Now Over 5500 Reviews and (near) Daily Updates!

WELCOME! Use the search engines on this site (or your own off-site engine of choice) to gain easy access to the complete MAKSQUIBS Archive; more than 5500 posts and counting. (New posts added every day or so.)

You can check on all our titles by typing the Title, Director, Actor or 'Keyword' you're looking for in the Search Engine of your choice (include the phrase MAKSQUIBS) or just use the BLOGSPOT.com Search Box at the top left corner of the page.

Feel free to place comments directly on any of the film posts and to test your film knowledge with the CONTESTS scattered here & there. (Hey! No Googling allowed. They're pretty easy.)

Send E-mails to MAKSQUIBS@yahoo.com . (Let us know if the TRANSLATE WIDGET works!) Or use the Profile Page or Comments link for contact.

Thanks for stopping by.

Thursday, June 27, 2019

THE CAPTIVE HEART (1946)

Sticking with British director Basil Dearden (see POOL OF LONDON directly below), here’s a well made P.O.W. pic that holds close to the usual conventions. Less than a year after the war and all those Prisoner-of-War tropes already in place as men left behind in the Dunkirk evacuation march to heatless barracks, food shortages, delays on Red Cross packages & news from home, escape attempts, a spot of landscaping, Christmas pantomimes, Dear John letters & camp hijinks.* With so many events, these films are always in danger of making P.O.W. Camp look like summer camp . . . but with real bullets. (Wait!, my summer camp did have real bullets!) There’s also action on the home-front: from Pre-War days via flashback (as in Noël Coward’s IN WHICH WE SERVE/’42) and current happenings, especially for Michael Redgrave’s Czech Concentration Camp escapee hiding in plain sight using the uniform of a dead British officer whose body he literally bumped into. Needing to maintain the impersonation, he corresponds with the dead man’s estranged wife who assumes her husband is not only alive, but a better person than the cold man she left before the war. This leads to some interesting complications, not quite brought off here in a script that has too many happy endings. On the other hand, Redgrave’s ‘wife’ is played by real wife Rachel Kempson in a rare screen sighting, looking amazingly like all her famous children: Corin, Vanessa & Lynn, from different angles. She’s very good, as is everyone in here, but the film is awfully predictable.

ATTENTION MUST BE PAID: Very brief BLACKFACE Alert during a nighttime mission in camp.

DOUBLE-BILL: *The P.O.W. format was so quickly codified that by 1951 on B’way (1953 on film) STALAG 17 got much of its dramatic charge playing off them.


◆ **What is needed**
In your copy of the data below, reproduce every entry exactly and omit the pictures.

[Figure dataset records]
Content starts

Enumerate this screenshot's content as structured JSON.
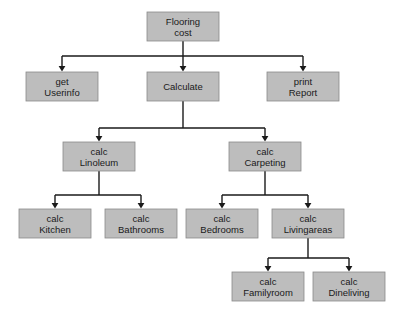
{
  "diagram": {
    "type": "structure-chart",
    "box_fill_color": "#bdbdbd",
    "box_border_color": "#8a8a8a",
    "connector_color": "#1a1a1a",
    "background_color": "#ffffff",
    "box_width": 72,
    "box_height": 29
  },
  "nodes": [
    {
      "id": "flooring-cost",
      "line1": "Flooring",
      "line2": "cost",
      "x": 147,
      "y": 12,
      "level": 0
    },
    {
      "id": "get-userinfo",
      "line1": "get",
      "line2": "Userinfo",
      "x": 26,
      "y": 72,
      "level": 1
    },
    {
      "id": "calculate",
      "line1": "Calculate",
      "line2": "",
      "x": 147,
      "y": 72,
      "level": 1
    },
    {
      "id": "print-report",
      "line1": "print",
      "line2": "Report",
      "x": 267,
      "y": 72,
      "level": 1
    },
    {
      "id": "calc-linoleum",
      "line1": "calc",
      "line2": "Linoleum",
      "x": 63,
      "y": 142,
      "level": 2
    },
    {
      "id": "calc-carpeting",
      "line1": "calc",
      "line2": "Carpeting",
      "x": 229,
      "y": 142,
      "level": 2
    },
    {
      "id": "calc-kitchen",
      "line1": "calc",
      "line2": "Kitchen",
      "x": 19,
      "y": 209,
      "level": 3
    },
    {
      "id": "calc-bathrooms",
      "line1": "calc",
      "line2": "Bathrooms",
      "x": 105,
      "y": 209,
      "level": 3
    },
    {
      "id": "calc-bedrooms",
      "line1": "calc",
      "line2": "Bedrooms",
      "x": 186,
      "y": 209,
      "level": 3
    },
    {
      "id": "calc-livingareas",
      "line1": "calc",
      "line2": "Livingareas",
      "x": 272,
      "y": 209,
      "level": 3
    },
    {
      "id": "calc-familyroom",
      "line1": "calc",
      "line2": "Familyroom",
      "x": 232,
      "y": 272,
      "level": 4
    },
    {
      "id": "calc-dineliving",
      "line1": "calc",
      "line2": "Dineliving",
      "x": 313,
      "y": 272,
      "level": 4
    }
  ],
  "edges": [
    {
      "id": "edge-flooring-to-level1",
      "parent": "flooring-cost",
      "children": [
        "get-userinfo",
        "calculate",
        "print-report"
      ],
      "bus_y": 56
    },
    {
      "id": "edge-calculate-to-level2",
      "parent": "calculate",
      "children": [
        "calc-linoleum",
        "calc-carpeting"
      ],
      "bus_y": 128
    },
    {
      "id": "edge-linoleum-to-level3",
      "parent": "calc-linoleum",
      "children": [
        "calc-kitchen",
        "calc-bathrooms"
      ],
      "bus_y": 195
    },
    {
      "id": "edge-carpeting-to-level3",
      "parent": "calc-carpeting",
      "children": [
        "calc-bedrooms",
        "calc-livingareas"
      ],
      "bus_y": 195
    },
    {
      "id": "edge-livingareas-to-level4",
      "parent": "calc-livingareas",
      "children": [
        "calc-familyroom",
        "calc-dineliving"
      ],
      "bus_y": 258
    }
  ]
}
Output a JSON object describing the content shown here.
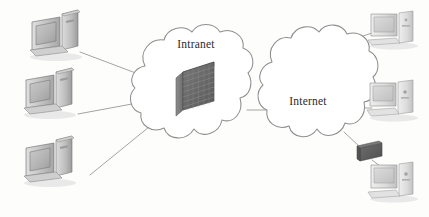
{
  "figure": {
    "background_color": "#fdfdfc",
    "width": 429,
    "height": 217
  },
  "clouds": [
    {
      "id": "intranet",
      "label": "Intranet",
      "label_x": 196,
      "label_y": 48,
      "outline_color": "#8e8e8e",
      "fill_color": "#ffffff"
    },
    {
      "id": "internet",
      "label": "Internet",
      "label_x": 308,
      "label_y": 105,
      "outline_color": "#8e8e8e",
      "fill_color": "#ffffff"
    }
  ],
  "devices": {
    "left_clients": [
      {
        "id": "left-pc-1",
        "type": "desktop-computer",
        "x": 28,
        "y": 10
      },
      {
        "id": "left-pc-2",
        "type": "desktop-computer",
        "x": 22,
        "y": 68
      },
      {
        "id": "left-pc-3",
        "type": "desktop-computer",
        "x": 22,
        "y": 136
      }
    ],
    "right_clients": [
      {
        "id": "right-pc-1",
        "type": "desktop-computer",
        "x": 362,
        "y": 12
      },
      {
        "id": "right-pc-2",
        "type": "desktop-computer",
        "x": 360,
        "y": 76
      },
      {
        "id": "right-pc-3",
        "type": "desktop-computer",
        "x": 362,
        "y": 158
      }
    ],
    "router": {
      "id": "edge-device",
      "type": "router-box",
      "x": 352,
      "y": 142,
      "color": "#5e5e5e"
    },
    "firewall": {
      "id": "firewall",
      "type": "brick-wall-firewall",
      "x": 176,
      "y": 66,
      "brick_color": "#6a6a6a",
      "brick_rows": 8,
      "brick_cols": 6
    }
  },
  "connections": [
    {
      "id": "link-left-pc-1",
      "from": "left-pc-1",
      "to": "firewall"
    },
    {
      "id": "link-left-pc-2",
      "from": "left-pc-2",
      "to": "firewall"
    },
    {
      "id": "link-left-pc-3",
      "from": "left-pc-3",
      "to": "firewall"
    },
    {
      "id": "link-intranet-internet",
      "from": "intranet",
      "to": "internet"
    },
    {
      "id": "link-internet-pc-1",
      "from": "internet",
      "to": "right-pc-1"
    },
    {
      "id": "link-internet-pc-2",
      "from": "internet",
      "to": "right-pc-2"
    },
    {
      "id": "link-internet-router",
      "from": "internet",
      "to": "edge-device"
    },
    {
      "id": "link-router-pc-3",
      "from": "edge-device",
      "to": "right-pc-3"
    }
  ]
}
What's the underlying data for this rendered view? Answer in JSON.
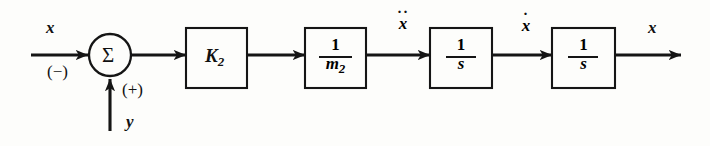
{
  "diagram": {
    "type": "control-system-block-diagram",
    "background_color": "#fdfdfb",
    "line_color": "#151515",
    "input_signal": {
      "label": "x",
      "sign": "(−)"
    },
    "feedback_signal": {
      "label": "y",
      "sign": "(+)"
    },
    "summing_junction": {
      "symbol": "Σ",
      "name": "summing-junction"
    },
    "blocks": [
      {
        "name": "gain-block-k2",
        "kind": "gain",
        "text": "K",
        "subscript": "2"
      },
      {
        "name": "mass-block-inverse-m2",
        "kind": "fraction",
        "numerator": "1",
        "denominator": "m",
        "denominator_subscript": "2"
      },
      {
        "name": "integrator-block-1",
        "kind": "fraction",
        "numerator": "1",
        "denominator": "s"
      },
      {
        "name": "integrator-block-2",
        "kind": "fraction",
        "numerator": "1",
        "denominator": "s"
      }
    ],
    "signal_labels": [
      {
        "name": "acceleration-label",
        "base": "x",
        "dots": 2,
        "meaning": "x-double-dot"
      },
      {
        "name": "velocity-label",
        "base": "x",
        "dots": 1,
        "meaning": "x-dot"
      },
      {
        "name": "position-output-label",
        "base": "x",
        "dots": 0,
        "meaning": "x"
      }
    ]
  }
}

Content ends

◆ **Task response**
Enumerate this screenshot's content as structured JSON.
{
  "diagram": {
    "type": "structure-chart",
    "box_fill_color": "#bdbdbd",
    "box_border_color": "#8a8a8a",
    "connector_color": "#1a1a1a",
    "background_color": "#ffffff",
    "box_width": 72,
    "box_height": 29
  },
  "nodes": [
    {
      "id": "flooring-cost",
      "line1": "Flooring",
      "line2": "cost",
      "x": 147,
      "y": 12,
      "level": 0
    },
    {
      "id": "get-userinfo",
      "line1": "get",
      "line2": "Userinfo",
      "x": 26,
      "y": 72,
      "level": 1
    },
    {
      "id": "calculate",
      "line1": "Calculate",
      "line2": "",
      "x": 147,
      "y": 72,
      "level": 1
    },
    {
      "id": "print-report",
      "line1": "print",
      "line2": "Report",
      "x": 267,
      "y": 72,
      "level": 1
    },
    {
      "id": "calc-linoleum",
      "line1": "calc",
      "line2": "Linoleum",
      "x": 63,
      "y": 142,
      "level": 2
    },
    {
      "id": "calc-carpeting",
      "line1": "calc",
      "line2": "Carpeting",
      "x": 229,
      "y": 142,
      "level": 2
    },
    {
      "id": "calc-kitchen",
      "line1": "calc",
      "line2": "Kitchen",
      "x": 19,
      "y": 209,
      "level": 3
    },
    {
      "id": "calc-bathrooms",
      "line1": "calc",
      "line2": "Bathrooms",
      "x": 105,
      "y": 209,
      "level": 3
    },
    {
      "id": "calc-bedrooms",
      "line1": "calc",
      "line2": "Bedrooms",
      "x": 186,
      "y": 209,
      "level": 3
    },
    {
      "id": "calc-livingareas",
      "line1": "calc",
      "line2": "Livingareas",
      "x": 272,
      "y": 209,
      "level": 3
    },
    {
      "id": "calc-familyroom",
      "line1": "calc",
      "line2": "Familyroom",
      "x": 232,
      "y": 272,
      "level": 4
    },
    {
      "id": "calc-dineliving",
      "line1": "calc",
      "line2": "Dineliving",
      "x": 313,
      "y": 272,
      "level": 4
    }
  ],
  "edges": [
    {
      "id": "edge-flooring-to-level1",
      "parent": "flooring-cost",
      "children": [
        "get-userinfo",
        "calculate",
        "print-report"
      ],
      "bus_y": 56
    },
    {
      "id": "edge-calculate-to-level2",
      "parent": "calculate",
      "children": [
        "calc-linoleum",
        "calc-carpeting"
      ],
      "bus_y": 128
    },
    {
      "id": "edge-linoleum-to-level3",
      "parent": "calc-linoleum",
      "children": [
        "calc-kitchen",
        "calc-bathrooms"
      ],
      "bus_y": 195
    },
    {
      "id": "edge-carpeting-to-level3",
      "parent": "calc-carpeting",
      "children": [
        "calc-bedrooms",
        "calc-livingareas"
      ],
      "bus_y": 195
    },
    {
      "id": "edge-livingareas-to-level4",
      "parent": "calc-livingareas",
      "children": [
        "calc-familyroom",
        "calc-dineliving"
      ],
      "bus_y": 258
    }
  ]
}
Output a JSON object describing the content shown here.
{
  "figure": {
    "background_color": "#fdfdfc",
    "width": 429,
    "height": 217
  },
  "clouds": [
    {
      "id": "intranet",
      "label": "Intranet",
      "label_x": 196,
      "label_y": 48,
      "outline_color": "#8e8e8e",
      "fill_color": "#ffffff"
    },
    {
      "id": "internet",
      "label": "Internet",
      "label_x": 308,
      "label_y": 105,
      "outline_color": "#8e8e8e",
      "fill_color": "#ffffff"
    }
  ],
  "devices": {
    "left_clients": [
      {
        "id": "left-pc-1",
        "type": "desktop-computer",
        "x": 28,
        "y": 10
      },
      {
        "id": "left-pc-2",
        "type": "desktop-computer",
        "x": 22,
        "y": 68
      },
      {
        "id": "left-pc-3",
        "type": "desktop-computer",
        "x": 22,
        "y": 136
      }
    ],
    "right_clients": [
      {
        "id": "right-pc-1",
        "type": "desktop-computer",
        "x": 362,
        "y": 12
      },
      {
        "id": "right-pc-2",
        "type": "desktop-computer",
        "x": 360,
        "y": 76
      },
      {
        "id": "right-pc-3",
        "type": "desktop-computer",
        "x": 362,
        "y": 158
      }
    ],
    "router": {
      "id": "edge-device",
      "type": "router-box",
      "x": 352,
      "y": 142,
      "color": "#5e5e5e"
    },
    "firewall": {
      "id": "firewall",
      "type": "brick-wall-firewall",
      "x": 176,
      "y": 66,
      "brick_color": "#6a6a6a",
      "brick_rows": 8,
      "brick_cols": 6
    }
  },
  "connections": [
    {
      "id": "link-left-pc-1",
      "from": "left-pc-1",
      "to": "firewall"
    },
    {
      "id": "link-left-pc-2",
      "from": "left-pc-2",
      "to": "firewall"
    },
    {
      "id": "link-left-pc-3",
      "from": "left-pc-3",
      "to": "firewall"
    },
    {
      "id": "link-intranet-internet",
      "from": "intranet",
      "to": "internet"
    },
    {
      "id": "link-internet-pc-1",
      "from": "internet",
      "to": "right-pc-1"
    },
    {
      "id": "link-internet-pc-2",
      "from": "internet",
      "to": "right-pc-2"
    },
    {
      "id": "link-internet-router",
      "from": "internet",
      "to": "edge-device"
    },
    {
      "id": "link-router-pc-3",
      "from": "edge-device",
      "to": "right-pc-3"
    }
  ]
}
What's the underlying data for this rendered view? Answer in JSON.
{
  "diagram": {
    "type": "control-system-block-diagram",
    "background_color": "#fdfdfb",
    "line_color": "#151515",
    "input_signal": {
      "label": "x",
      "sign": "(−)"
    },
    "feedback_signal": {
      "label": "y",
      "sign": "(+)"
    },
    "summing_junction": {
      "symbol": "Σ",
      "name": "summing-junction"
    },
    "blocks": [
      {
        "name": "gain-block-k2",
        "kind": "gain",
        "text": "K",
        "subscript": "2"
      },
      {
        "name": "mass-block-inverse-m2",
        "kind": "fraction",
        "numerator": "1",
        "denominator": "m",
        "denominator_subscript": "2"
      },
      {
        "name": "integrator-block-1",
        "kind": "fraction",
        "numerator": "1",
        "denominator": "s"
      },
      {
        "name": "integrator-block-2",
        "kind": "fraction",
        "numerator": "1",
        "denominator": "s"
      }
    ],
    "signal_labels": [
      {
        "name": "acceleration-label",
        "base": "x",
        "dots": 2,
        "meaning": "x-double-dot"
      },
      {
        "name": "velocity-label",
        "base": "x",
        "dots": 1,
        "meaning": "x-dot"
      },
      {
        "name": "position-output-label",
        "base": "x",
        "dots": 0,
        "meaning": "x"
      }
    ]
  }
}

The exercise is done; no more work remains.